The Man from the Future: The Visionary Life of John von Neumann by Ananyo Bhattacharya - review by John Gribbin

John Gribbin

1921: A Space Odyssey

The Man from the Future: The Visionary Life of John von Neumann

By

Allen Lane 272pp £20
 

John von Neumann is widely regarded by scientists as the greatest genius born in the 20th century. A combination of his intellect and his Hungarian origins (he started life, in 1903, as Neumann János Lajos) led colleagues jokingly to refer to him as a Martian or a time traveller from the future. He made seminal contributions to mathematics, quantum theory, the development of nuclear weapons, the birth of the modern computer, game theory and evolutionary biology, while living through the turbulent decades involving two hot wars and one cold war. Yet to the wider public he is not as well known as these achievements justify – certainly not as well known as Richard Feynman, although von Neumann was an equally colourful character. Ananyo Bhattacharya attempts to rectify this, and succeeds on one level while just missing the target on another.

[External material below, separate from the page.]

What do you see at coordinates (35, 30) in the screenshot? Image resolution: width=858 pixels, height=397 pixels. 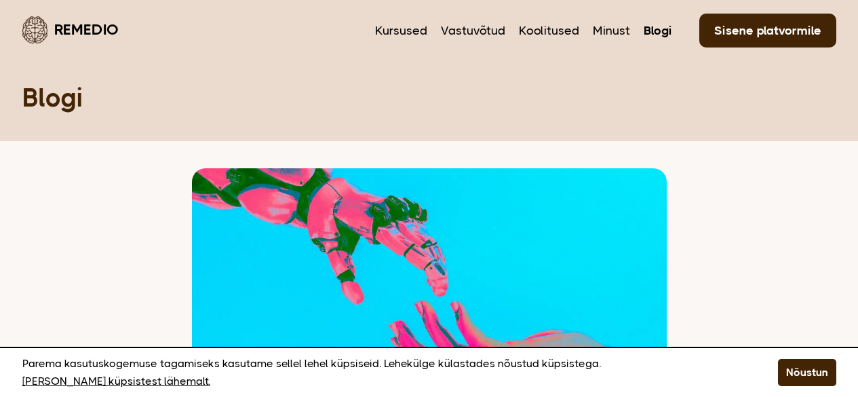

The success is in the science. Bhattacharya is a first-class science writer with an impeccable pedigree, embracing stints at The Economist and Nature, and he does the best job I have seen of explaining the significance of von Neumann’s work across many different fields. Such, however, is his

Sign Up to our newsletter

Receive free articles, highlights from the archive, news, details of prizes, and much more.